Math anxiety is contagious
ArsTechnica has a great summary of a study today entitled Female teachers transmit math anxiety to female students. The quick version:
The study found that when elementary school teachers, who are primarily female, displayed a high level of anxiety about math, that skittishness was transmitted to their female students. Those students who spent a year with a math-phobic teacher displayed lower math achievement and an increased belief in stereotypes about female mathematical ability.
This is cool for a couple of reasons.
First, there's the possibility of a (slow) virtuous cycle. Increase the maths skills (and comfort levels) of female elementary school teachers, and you increase the performance of girls in math. This should in turn lead to increased math skills for elementary school teachers down the road when the students become teachers.

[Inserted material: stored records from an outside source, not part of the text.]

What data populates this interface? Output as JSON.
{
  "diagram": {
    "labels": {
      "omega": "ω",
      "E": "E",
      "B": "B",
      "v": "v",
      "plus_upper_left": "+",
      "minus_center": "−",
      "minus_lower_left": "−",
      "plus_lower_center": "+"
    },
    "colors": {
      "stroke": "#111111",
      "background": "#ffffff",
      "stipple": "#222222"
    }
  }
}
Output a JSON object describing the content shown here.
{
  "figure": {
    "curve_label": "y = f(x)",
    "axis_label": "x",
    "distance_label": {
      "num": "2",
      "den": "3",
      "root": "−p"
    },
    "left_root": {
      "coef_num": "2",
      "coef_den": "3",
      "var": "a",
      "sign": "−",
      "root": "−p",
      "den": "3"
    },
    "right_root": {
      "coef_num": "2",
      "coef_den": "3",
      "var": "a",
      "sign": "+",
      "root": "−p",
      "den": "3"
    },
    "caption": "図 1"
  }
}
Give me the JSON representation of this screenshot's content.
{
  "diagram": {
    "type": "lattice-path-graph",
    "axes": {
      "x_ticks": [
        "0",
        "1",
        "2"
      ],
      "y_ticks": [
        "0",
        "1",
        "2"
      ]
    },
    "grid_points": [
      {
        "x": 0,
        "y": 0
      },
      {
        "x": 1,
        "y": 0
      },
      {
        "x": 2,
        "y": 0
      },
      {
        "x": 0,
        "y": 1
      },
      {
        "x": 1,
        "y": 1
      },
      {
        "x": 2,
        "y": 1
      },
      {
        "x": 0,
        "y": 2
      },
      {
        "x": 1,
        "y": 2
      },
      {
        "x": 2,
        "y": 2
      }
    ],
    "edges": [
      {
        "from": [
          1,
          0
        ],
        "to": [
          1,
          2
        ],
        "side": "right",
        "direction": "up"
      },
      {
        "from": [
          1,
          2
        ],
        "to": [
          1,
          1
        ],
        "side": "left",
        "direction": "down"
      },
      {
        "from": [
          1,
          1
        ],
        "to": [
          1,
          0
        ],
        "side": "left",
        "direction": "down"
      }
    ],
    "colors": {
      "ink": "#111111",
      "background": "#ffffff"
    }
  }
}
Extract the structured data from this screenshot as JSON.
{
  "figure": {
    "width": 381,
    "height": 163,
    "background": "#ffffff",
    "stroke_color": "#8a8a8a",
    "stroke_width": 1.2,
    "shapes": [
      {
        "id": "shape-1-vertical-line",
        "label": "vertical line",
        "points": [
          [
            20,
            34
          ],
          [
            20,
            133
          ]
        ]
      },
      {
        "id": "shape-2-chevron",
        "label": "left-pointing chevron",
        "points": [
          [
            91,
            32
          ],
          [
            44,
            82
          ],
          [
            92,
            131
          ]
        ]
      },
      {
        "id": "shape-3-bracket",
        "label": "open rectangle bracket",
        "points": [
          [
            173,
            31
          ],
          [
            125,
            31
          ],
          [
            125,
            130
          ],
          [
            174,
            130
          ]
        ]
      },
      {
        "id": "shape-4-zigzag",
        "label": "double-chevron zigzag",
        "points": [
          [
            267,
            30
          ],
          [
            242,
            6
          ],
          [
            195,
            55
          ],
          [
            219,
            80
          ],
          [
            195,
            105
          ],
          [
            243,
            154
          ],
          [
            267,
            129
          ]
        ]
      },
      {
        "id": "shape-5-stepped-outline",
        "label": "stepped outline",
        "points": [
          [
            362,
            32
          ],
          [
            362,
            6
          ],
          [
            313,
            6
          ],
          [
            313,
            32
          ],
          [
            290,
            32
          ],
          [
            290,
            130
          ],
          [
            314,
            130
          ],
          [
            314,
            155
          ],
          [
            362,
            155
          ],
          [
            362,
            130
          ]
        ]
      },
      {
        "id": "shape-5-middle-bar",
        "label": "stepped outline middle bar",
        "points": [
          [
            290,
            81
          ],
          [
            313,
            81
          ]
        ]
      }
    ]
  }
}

Second, the study underscores the importance of applying the scientific method to the teaching of science and then applying the results. There are a lot of subtle things about how we communicate that turn out to be really important determinants of our effectiveness at getting our point across (see stereotype threat). Gladwell spends a chapter on some of these ideas in The Tipping Point and in Blink. Yet the people who teach college level science and math at major universities almost never learn these things - grad students get thrown into classrooms as TAs or instructors and have to learn to teach on their own.
How hard would it be to distill down the most important and relevant findings in education research to a manageable (10-20 page, say) document that you could make sure everybody read before teaching college level courses?